Blockchain startup Gospel raises £1.4m

Gospel Technology, a London-based private blockchain data management software startup, has raised £1.4m in funding.

The round was led by LocalGlobe, which joined existing angel investors including Gumtree co-founder Michael Pennington and Vivek Kundra, previously a chief information officer for the US Government.

Founded in December 2016, Gospel has developed a way of securely distributing data across modern decentralised infrastructures. It offers companies the potential to automate records for complex products that currently require significant manual management.

The Gospel ledger and the data on it can only be accessed by those who have been given authority by the data owner and comply with a number of contextual rules that make the transaction valid.

Remus Brett, venture partner at LocalGlobe, said: “The problem Gospel is solving is how big companies stop critical data from being compromised when traditional ‘hub and spoke’ or centralised approaches to data security are failing them. Using blockchain technology Gospel can secure company data, thereby solving one of the biggest challenges of data trust that companies large and small face today.”

It uses a private blockchain that requires users to set up a network of “nodes” within their ecosystem. Each party controls their own node and all the nodes must agree before any transaction can be processed and put on the blockchain.

Gospel is currently working with clients in retail, finance, automotive, aerospace and defence, government, healthcare, media, telcos and manufacturing.

With regulations such as GDPR, Open Banking and PSD2, there is a pressing need for a platform which works with existing data to provide auditability, data-owner consent and security as well as being tamper-proof according to the company.

The decentralised platform claims to delives enterprise capabilities allowing businesses to implement good data practice and adopt the New Data Culture. It provides secure and consent-based access to personal and corporate data and an immutable record of all transactions, usage, history and disclosures of that data. The company claims to not only make workflows efficient, but compliant too.

Ian Smith, chief executive and founder of Gospel, added: “For manufacturers and other businesses dealing with critical data there is a problem of trust in data systems, particularly when there is a need to share that data outside the organisation. “With Gospel technology we can provide an immutable record store so that trust can be fully automated between systems of forward thinking businesses.”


## Your objective
Only the number is wanted: tally the lines below that contain the word "Length".

[Figure dataset records]
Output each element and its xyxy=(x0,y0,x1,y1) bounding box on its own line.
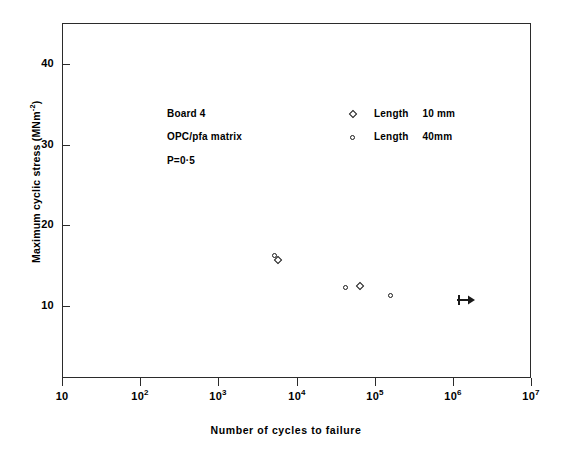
x-tick-mantissa: 10 xyxy=(522,390,535,402)
annotation-matrix: OPC/pfa matrix xyxy=(167,131,242,142)
y-axis-title: Maximum cyclic stress (MNm-2) xyxy=(28,62,42,302)
x-tick-mantissa: 10 xyxy=(288,390,301,402)
circle-marker-icon xyxy=(348,131,374,142)
annotation-matrix-text: OPC/pfa matrix xyxy=(167,131,242,142)
legend-value: 40mm xyxy=(423,131,453,142)
data-point-circle xyxy=(343,285,348,290)
x-tick-mantissa: 10 xyxy=(366,390,379,402)
x-tick-label: 10 xyxy=(32,388,92,402)
legend-label: Length xyxy=(374,131,409,142)
x-tick-exponent: 5 xyxy=(379,388,384,397)
x-tick-mark xyxy=(140,378,141,386)
x-tick-mark xyxy=(218,378,219,386)
x-tick-label: 103 xyxy=(188,388,248,402)
x-tick-label: 102 xyxy=(110,388,170,402)
annotation-board: Board 4 xyxy=(167,108,206,119)
x-tick-exponent: 2 xyxy=(144,388,149,397)
x-tick-mark xyxy=(375,378,376,386)
y-tick-mark xyxy=(62,225,70,226)
legend-entry-length-40mm: Length 40mm xyxy=(348,131,452,142)
x-axis-title: Number of cycles to failure xyxy=(0,424,572,436)
x-tick-mark xyxy=(453,378,454,386)
annotation-probability: P=0·5 xyxy=(167,155,195,166)
x-tick-exponent: 6 xyxy=(457,388,462,397)
x-tick-mantissa: 10 xyxy=(209,390,222,402)
plot-area xyxy=(62,23,531,378)
legend-value: 10 mm xyxy=(423,108,456,119)
x-tick-mark xyxy=(531,378,532,386)
x-tick-label: 106 xyxy=(423,388,483,402)
diamond-marker-icon xyxy=(348,108,374,119)
x-tick-exponent: 7 xyxy=(535,388,540,397)
y-tick-mark xyxy=(62,64,70,65)
y-tick-mark xyxy=(62,306,70,307)
legend-entry-length-10mm: Length 10 mm xyxy=(348,108,455,119)
x-tick-label: 107 xyxy=(501,388,561,402)
x-tick-mantissa: 10 xyxy=(131,390,144,402)
x-tick-mark xyxy=(62,378,63,386)
x-tick-label: 104 xyxy=(267,388,327,402)
x-tick-mantissa: 10 xyxy=(444,390,457,402)
run-out-arrow-icon xyxy=(455,293,477,311)
legend-label: Length xyxy=(374,108,409,119)
y-axis-exponent: -2 xyxy=(28,104,37,111)
x-tick-exponent: 3 xyxy=(222,388,227,397)
y-tick-mark xyxy=(62,145,70,146)
x-tick-mark xyxy=(297,378,298,386)
x-tick-label: 105 xyxy=(345,388,405,402)
x-tick-exponent: 4 xyxy=(301,388,306,397)
figure-canvas: 10 20 30 40 10 102 103 104 105 106 107 M… xyxy=(0,0,572,450)
x-tick-mantissa: 10 xyxy=(56,390,69,402)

## Exercise output
4